Google announcing a £5 billion investment—during Trump’s state visit while facing antitrust lawsuits back home—isn’t coincidence. It’s strategic infrastructure play. The tech giant is opening a data center in Waltham Cross, expanding DeepMind operations, and promising to create 8,250 jobs annually while committing to train 7.5 million people in AI skills by 2030. The partnership with Shell for renewable energy supply shows Google is constructing vertically integrated infrastructure that makes its GPU-as-a-service (GPUaaS) offerings a one-stop shop. For MNO executives pushing their own GPUaaS strategies, this is the harsh reality: while you’re partnering with third parties for compute and power, Google owns the entire stack from renewable generation to AI inference, making its cloud economics unbeatable and your GPU aspirations look increasingly fragile.

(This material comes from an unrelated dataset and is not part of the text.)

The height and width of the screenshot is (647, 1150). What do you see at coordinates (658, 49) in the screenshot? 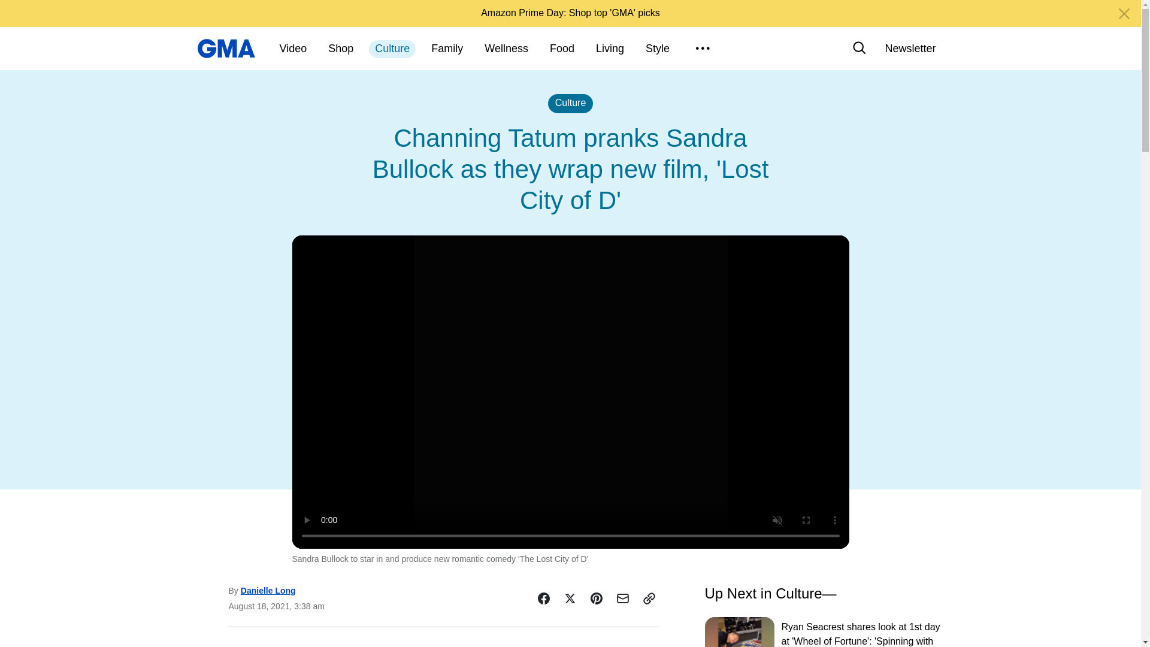
I see `Style` at bounding box center [658, 49].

Ouch.

 

Handset brand Nothing raised $200 million at a $1.3 billion valuation to build AI-native devices, and here’s why it’ll succeed where Humane spectacularly failed: Nothing isn’t trying to replace your smartphone. While Humane burned $230 million on a $699 wearable that overheated and lasted 2-4 hours, Nothing has already shipped 5.1 million working devices and crossed $1 billion in sales by focusing on software innovation within proven hardware form factors. Humane tried to solve a problem nobody had—getting rid of phones entirely—while Nothing’s betting on evolutionary AI integration through “hyper-personalized, context-aware operating systems” that enhance rather than replace the smartphone experience. I’d say the takeaway for telecom executives is to keep close tabs on these AI device experiments to spot which ones consumers actually embrace, then be ready to pivot your partnerships and services strategy before your competitors figure out what’s working.